There is no punishment of offenders that does not - by way of collateral damage - also affects their families and friends, their children, wives, larger families, colleagues and friends. This is especially true of imprisonment. It does not only impede a normal sexual, but also a regular social life with family and friends. All such relations ae being radically reduced to rare and highly regulated and supervised letters, phone conversations, and visits. In a time of ever increasing mobility, inmates are not only suffering an ever more painful relative deprivation by being kept in cages that not even a modern zoo would subject its animals to, but they are also being kept away from the internet in a world where social life is ever less imaginable without the resources of the social media. The growing gap between the outside world and the prison's artificial backwardness makes imprisonment more hurtful and harmful than it would have to be. Beyond this, one of the saddest affairs in the world of the prisons is the much-neglected phenomenon that can be termed the co-punishment of children. There is no doubt that the imprisonment of parents has negative outcomes for the children. To make prisons "family-friendly" is an understandable, but fruitless endeavour.  
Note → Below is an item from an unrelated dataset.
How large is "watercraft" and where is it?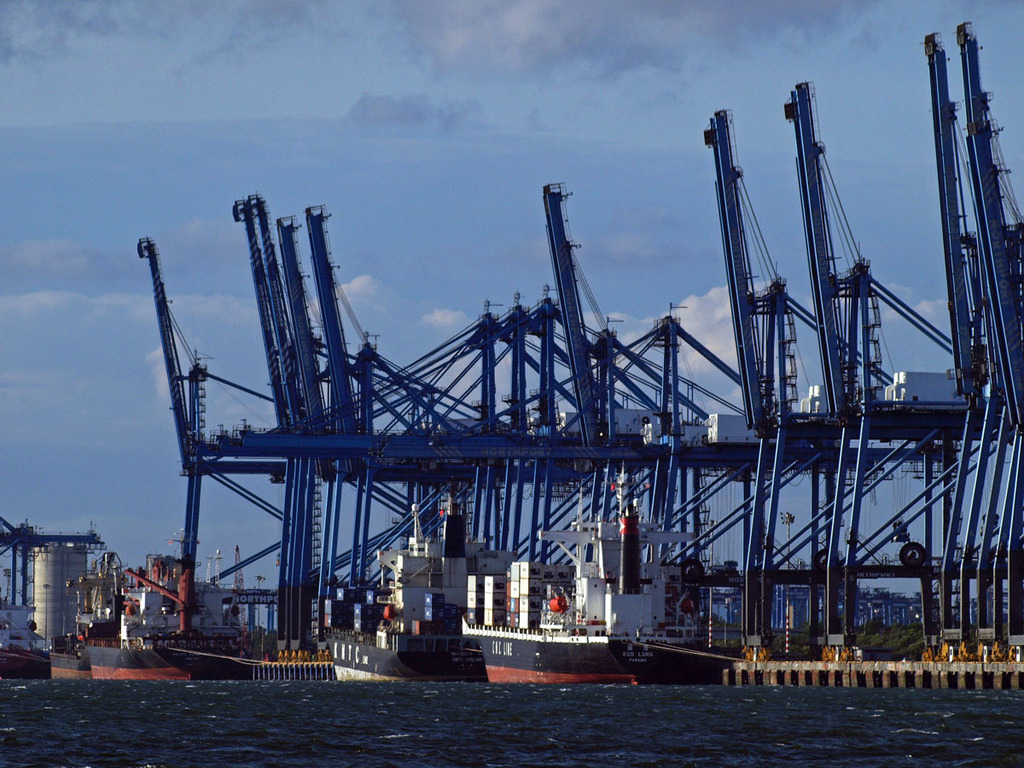
Bounding box: 40:649:92:682.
Can all those ills of the prison be abolished without abolishing the institution as such? Some may think that it would suffice to just abolish the old buildings and the cages and the tortures that characterize the non-so-modern prisons (and some of the very modern ones), but to spread the kind of prisons that could be called model prisons - with apartments instead of cells, and service personnel instead of brutish guards. Hotel-type correctional facilities, though, are a weird thing to imagine as a standard response to serious crime. A less utopian way of dealing with the prison problem seems to us to abolish prison punishment altogether and to move beyond this stage of evolution in criminal justice.
==== Remedies? ====
To hope for improvements here is as illusionary as it would have been to plead for gradual improvements in slavery instead of realizing its basic flaws and acting accordingly. Can all those ills of the prison be abolished without abolishing the institution as such? Some may think that it would suffice to just abolish the old buildings and the cages and the tortures that characterize the not-so-modern prisons (and some of the very modern ones), but to spread the kind of prisons that could be called model prisons - with apartments instead of cells, and service personnel instead of brutish guards. Hotel-type correctional facilities, though, are a weird thing to imagine as a standard response to serious crime. A less utopian way of dealing with the prison problem seems to us to abolish prison punishment altogether and to move beyond this stage of evolution in criminal justice.